Description
Book SynopsisElations rewrites the history of early-18th-century English literature around the politics and poetics of "Enthusiasm." It examines the aesthetic theory of the period, traces the evolution and differentiation of a
poetic enthusiasm from religious enthusiasm, and reassesses the poetry of two poets very popular in their time: James Thomson and Edward Young.

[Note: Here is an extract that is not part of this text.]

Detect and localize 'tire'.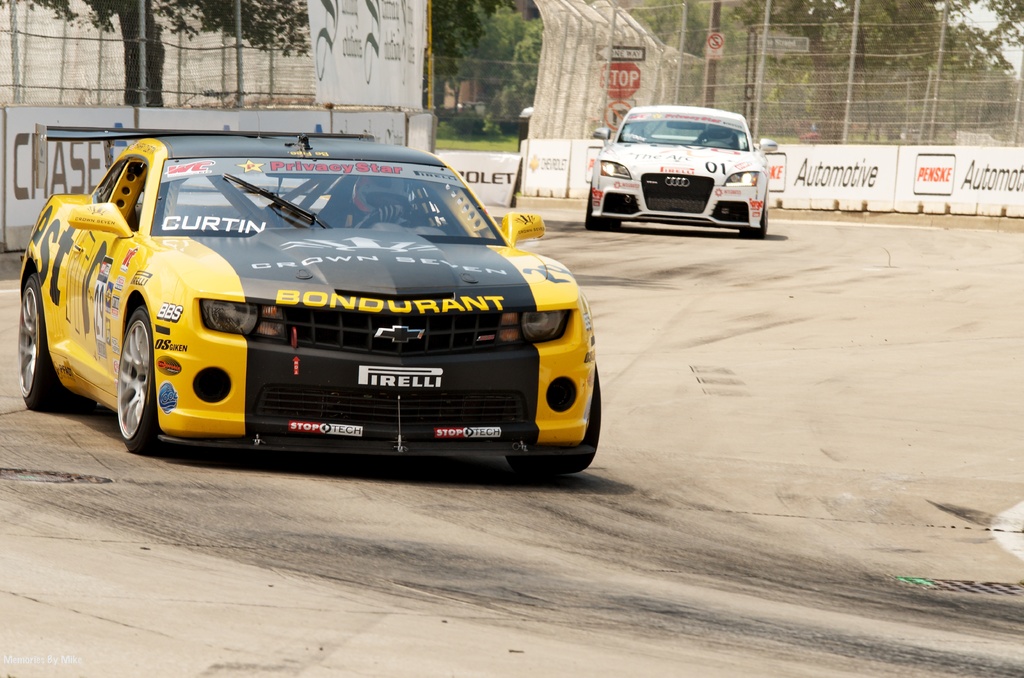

Trade Review"Like Derrida and Paul de Man, what Irlam does is not "scholarship," but textual reading yoked to a priori metaphysical argument. . . . Irlam's readings [of Young's
Conjectures on Original Composition], and in his chapters on Thomson, make
Elations a book worth inspecting." --
Modern Philology"Irlam brings an imaginative historical perpective to bear on his subjects, contextualizing their achievement through detailed examination of contemporaneous critical and philosophic discourse. . . . The reading of Thomson supported by the preliminary history of enthusiasm is thorough, imaginative, and innovative." --
Studies in Romanticism"Irlam's readings are deft and judicious, and this study makes a large and . . . brilliant contribution to the field." --
Journal of English and Germanic PhilologyTable of ContentsIntroduction Part I. Power Speaking: 1. Enthusiasm in the seventeenth century: the vicissitudes of an image 2. 'For the benefit of civil society': impressing the subject 3. In the dungeons of the sublime: Joseph Addison and 'the pleasures of the imagination' Part II. Accesses Of Ecstasy And The Rhetoric Of Self-Alteration: 4. Vatic tremors: unworlding and otherworldliness in James Thomson's 'The Season' 5. Altered states: epiphany and the logic of sacrifice in 'The Seasons' 6. Immortality, or the art of remaining forever young: Edward Young's 'Night-Thoughts' 7. Absence begins at home: crafting the moral subject Epilogue Notes Bibliography Index.